As Winona watched his boyish face laughing at her from the window of the moving train she decided that he certainly did not. She sighed as she turned to leave the station. Life seemed suddenly to have assumed new perplexities. Percy's act weighed heavily on her mind. It seemed such a base return for all Aunt Harriet was doing on their behalf. She longed to thank her for her kindness and say how much she appreciated going to the High School, but she could not find the words. Theknowledge of the secret raised an extra barrier between herself and her aunt. So she sat at lunch time even shyer and more speechless than usual, and let the ball of conversation persistently drop.
"Fretting for her brother, I suppose," thought Miss Beach. "She can talk fast enough with friends of her own age. Well, I suppose an old body like myself mustn't expect to be company for a girl of fifteen!"
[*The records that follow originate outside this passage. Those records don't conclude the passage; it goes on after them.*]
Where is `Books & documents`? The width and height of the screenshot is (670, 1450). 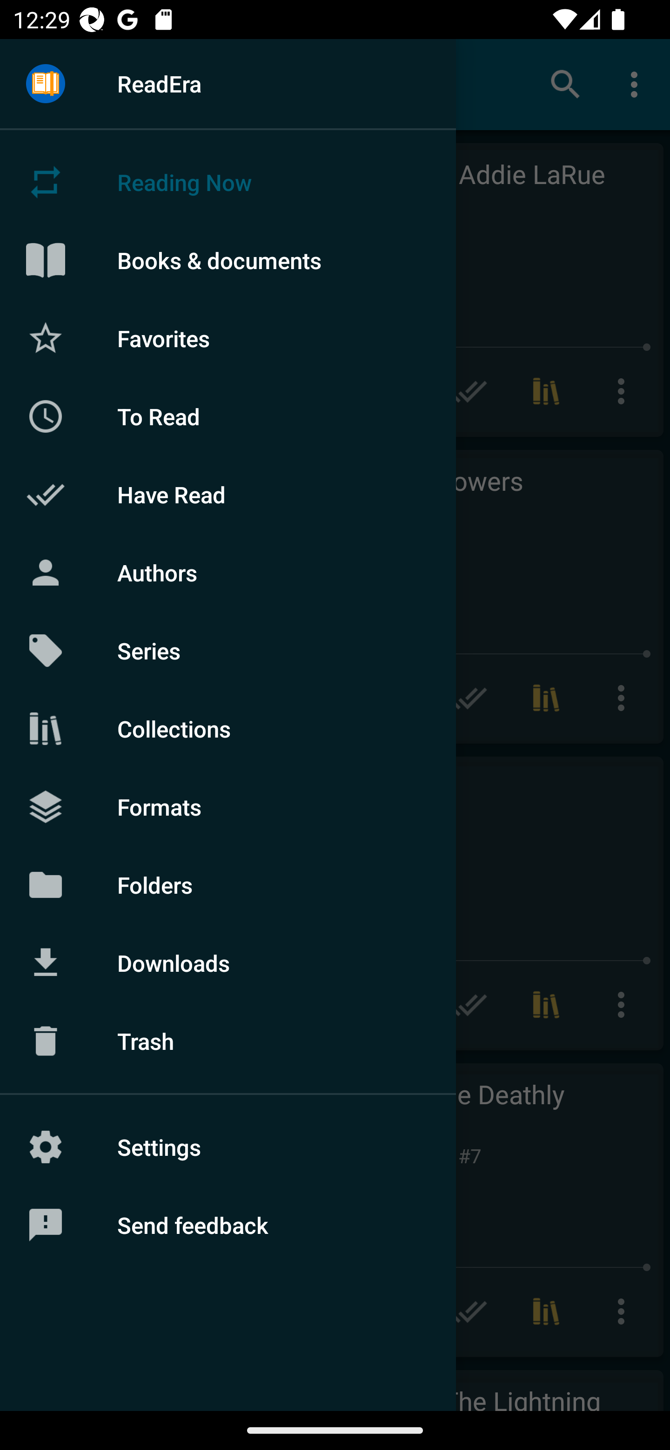 Books & documents is located at coordinates (228, 260).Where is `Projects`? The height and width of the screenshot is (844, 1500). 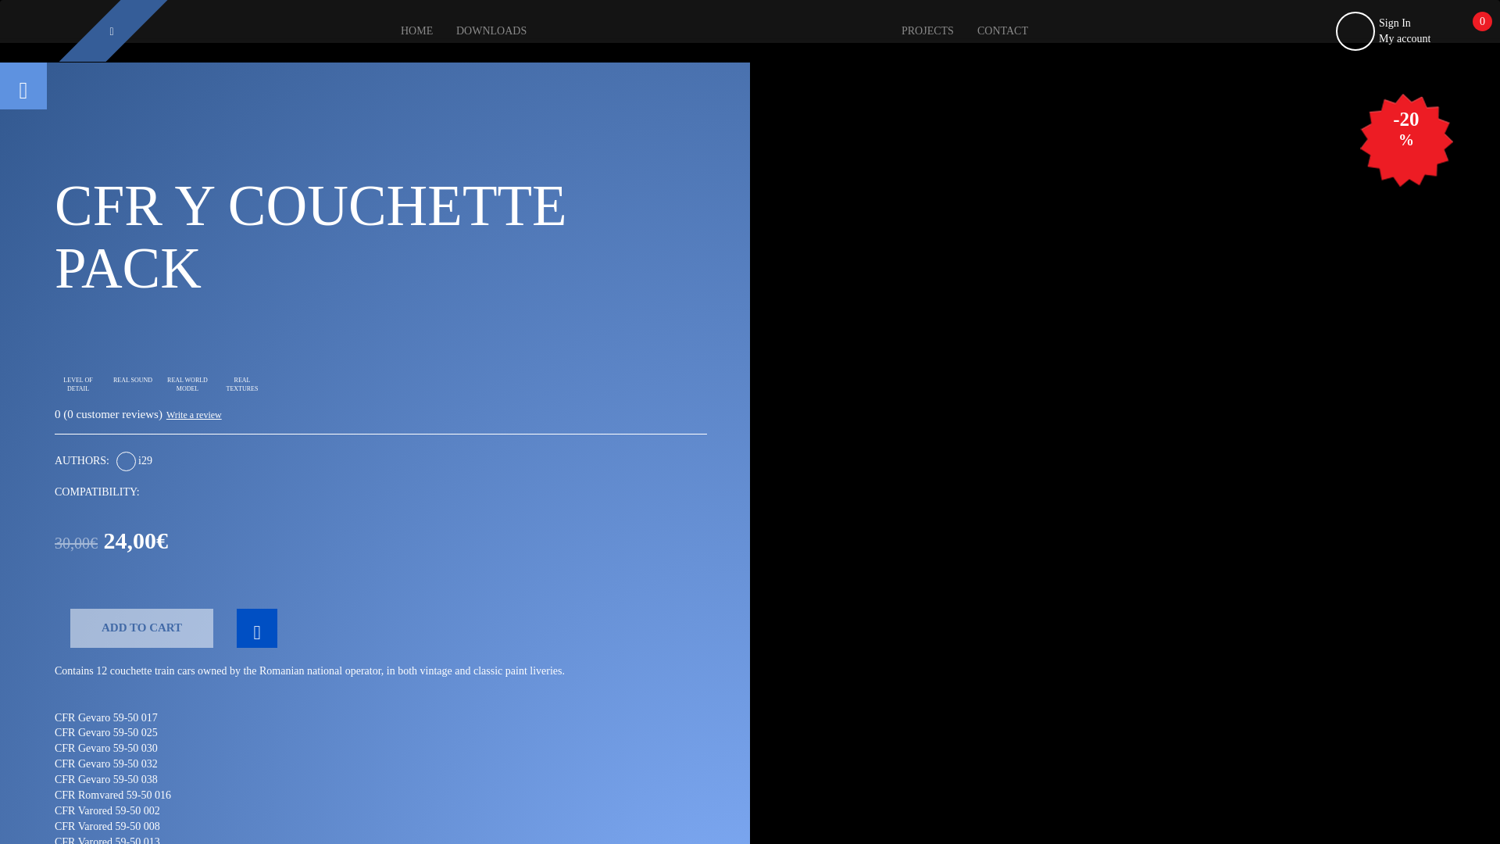
Projects is located at coordinates (927, 30).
She was too proud to let the hurt feeling show itself on her face, however, and propping up the newspaper beside her plate, she plunged into the latest accounts from the Front.
CHAPTER VI
A Crisis
Winona had been more than a month, nearly five weeks indeed, at the Seaton High School. In the first few days of her introduction to V.a. she had told herself that the difficulty of the work consisted largely in its newness, and that as soon as she grew accustomed to it she would sail along as swimmingly as Garnet Emerson, or Olave Parry, or Hilda Langley, or Agatha James. Most unfortunately she found her theory acted in the opposite direction. Closer acquaintance with her Form subjects proved their extreme toughness. She was not nearly up to the standard of the rest of the girls. Her Latin grammar was shaky, her French only a trifle better, she had merely a nodding acquaintance with geometry, and had not before studied chemistry. Her teacher seemed to expect her to understand many things of which she had hitherto never heard, and was apparently astounded at her ignorance. Winona puzzled over her text-books during many hours of preparation, but she made little headway. The royal road to learning, which she had fondly hoped to tread, was proving itself a stony and twisting path.
"You seem to get on all right?" she said wistfully to Garnet one day.
"Why, yes. Of course one has to work," admitted her friend. "Miss Huntley keeps one up to the mark. But one must expect that in V.a. They don't put scholarship holders in the Preparatory."
"I was all at sea in math. this morning."